Take 45-year-old Janet Dutka, a recently divorced business owner without children, living in Larkspur, California. After entering the stock market just over a year ago, Dutka snared a 28.9 percent return on her investments. She attributes her success to a variety of sources, including investment newsletters, her own research and the advice of experts at The Money Show, a conference for investors held annually in several U.S. cities.
Dutka had attended The Money Show in nearby San Francisco in October, but she still flew to a February 1997 event in Orlando, Florida. "This is how I keep my pulse on the world markets," says Dutka, who has invested in a variety of markets, including the Junior Gold Mining Market. Dutka says she did not want to wait another year for the conference to come back to San Francisco, because she has "so much catching up to do" after only a short time in the investment world.
Dutka is not alone. More women are seeking experts' advice at InterShow's The Money Show. More than 1,600 women flocked to the Orlando show this year, up 7 percent from 1996. Close to 2,000 visited the Las Vegas show in 1996, up 11 percent from the previous year. Just over 1,500 attended the fall 1996 San Francisco meeting, up 29 percent from the year before. "It is just part of the overall trend for both younger women and older women, particularly widows and women expecting to become widows, to be investing more," says Charles Githler, chairman and founder of InterShow.

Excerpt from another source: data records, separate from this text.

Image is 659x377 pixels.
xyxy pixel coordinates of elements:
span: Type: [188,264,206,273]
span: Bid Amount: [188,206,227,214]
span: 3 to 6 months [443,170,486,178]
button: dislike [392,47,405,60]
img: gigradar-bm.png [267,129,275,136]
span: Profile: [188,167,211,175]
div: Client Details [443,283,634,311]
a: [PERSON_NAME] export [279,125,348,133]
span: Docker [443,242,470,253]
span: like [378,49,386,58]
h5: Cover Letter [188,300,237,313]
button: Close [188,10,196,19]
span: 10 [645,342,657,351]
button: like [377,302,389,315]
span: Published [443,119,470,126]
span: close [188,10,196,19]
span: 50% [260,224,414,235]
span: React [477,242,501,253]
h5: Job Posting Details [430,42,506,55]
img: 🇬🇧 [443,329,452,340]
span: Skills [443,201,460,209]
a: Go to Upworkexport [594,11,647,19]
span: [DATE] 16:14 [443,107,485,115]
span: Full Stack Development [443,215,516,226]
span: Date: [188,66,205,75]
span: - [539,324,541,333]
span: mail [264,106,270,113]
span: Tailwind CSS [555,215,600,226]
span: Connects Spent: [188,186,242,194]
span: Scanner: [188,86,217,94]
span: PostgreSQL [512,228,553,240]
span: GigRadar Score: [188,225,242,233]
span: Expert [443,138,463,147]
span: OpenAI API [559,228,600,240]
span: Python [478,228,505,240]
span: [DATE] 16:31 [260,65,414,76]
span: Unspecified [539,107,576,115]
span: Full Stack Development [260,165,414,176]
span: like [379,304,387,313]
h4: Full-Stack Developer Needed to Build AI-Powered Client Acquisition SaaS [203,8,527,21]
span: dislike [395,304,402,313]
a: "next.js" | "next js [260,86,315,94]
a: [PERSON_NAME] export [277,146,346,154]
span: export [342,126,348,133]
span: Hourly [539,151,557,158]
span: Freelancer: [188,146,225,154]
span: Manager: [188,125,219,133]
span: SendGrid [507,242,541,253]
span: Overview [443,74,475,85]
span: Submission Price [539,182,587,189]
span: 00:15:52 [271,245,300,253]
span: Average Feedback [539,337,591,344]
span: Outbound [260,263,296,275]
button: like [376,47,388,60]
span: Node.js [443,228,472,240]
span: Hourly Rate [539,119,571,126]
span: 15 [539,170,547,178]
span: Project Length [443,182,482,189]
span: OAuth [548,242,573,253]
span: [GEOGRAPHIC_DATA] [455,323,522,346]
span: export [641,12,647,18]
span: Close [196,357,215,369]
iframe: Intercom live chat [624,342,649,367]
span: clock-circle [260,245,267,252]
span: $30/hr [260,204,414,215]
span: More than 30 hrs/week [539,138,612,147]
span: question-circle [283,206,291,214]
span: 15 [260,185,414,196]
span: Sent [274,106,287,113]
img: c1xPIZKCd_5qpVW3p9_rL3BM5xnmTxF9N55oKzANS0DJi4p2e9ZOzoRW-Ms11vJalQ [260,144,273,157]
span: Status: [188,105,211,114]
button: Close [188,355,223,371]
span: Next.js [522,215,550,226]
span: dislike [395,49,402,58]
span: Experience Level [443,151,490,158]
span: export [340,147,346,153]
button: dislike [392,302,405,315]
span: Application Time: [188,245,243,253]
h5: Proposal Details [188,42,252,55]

Women are demanding more seminars designed especially for them at The Money Show meetings, a drastic shift from four years ago when InterShow officials tested similar programs and received a weak response, says Githler. But now dozens of financial-services companies are getting on the bandwagon, offering investment seminars for women. Bank of America recently launched a Women's Financial Initiative Program, which includes a series of educational seminars in California on financial planning and money management. Major firms such as Merrill Lynch, Prudential, and Smith Barney have all launched similar ventures in recent years.
The Money Show is beginning new seminars for women that will be geared toward the neophyte investor, featuring basic instruction about the stock market and mutual funds. But not all women are beginners. Many experienced female investors invested early with high-risk stocks that do make higher returns over the long term. "If they get into biotechnology, pharmaceutical, and other stocks that are volatile but good performers, they tend to be very patient. In addition, I can think of a few women who take more risks but do better than most men," says Githler.
"Women cannot afford to do as well in the stock market as men--we need to do better," says Mary Jayne Fabian Barnett, vice president of Fabian Financial Services in Huntington Beach, California. Her reasoning? "Statistically speaking, we outlive our spouses," she told The Money Show attendees in Orlando.
Women also have more ground to make up, because they still earn less than men. Even so, women have more of their own money to manage these days, and they are taking greater responsibility for managing the assets they share with spouses, largely because they're contributing more of them. "It used to be that the husband provided 90 percent of the income," says Fabian Barnett. No longer. Census Bureau survey data indicate that 48 percent of working wives provide at least half of their household's income. IRS statistics indicate that 43 percent of Americans with gross assets of $500,000 or more are women. But even in the average household, women are getting more hands-on involvement with money management.
Willing to Learn
Fabian Barnett spoke to an audience of men and women, mostly in their early 50s. "The men came because they want their spouses or significant others to get involved in investing now, instead of waiting for a crisis to hit," she says.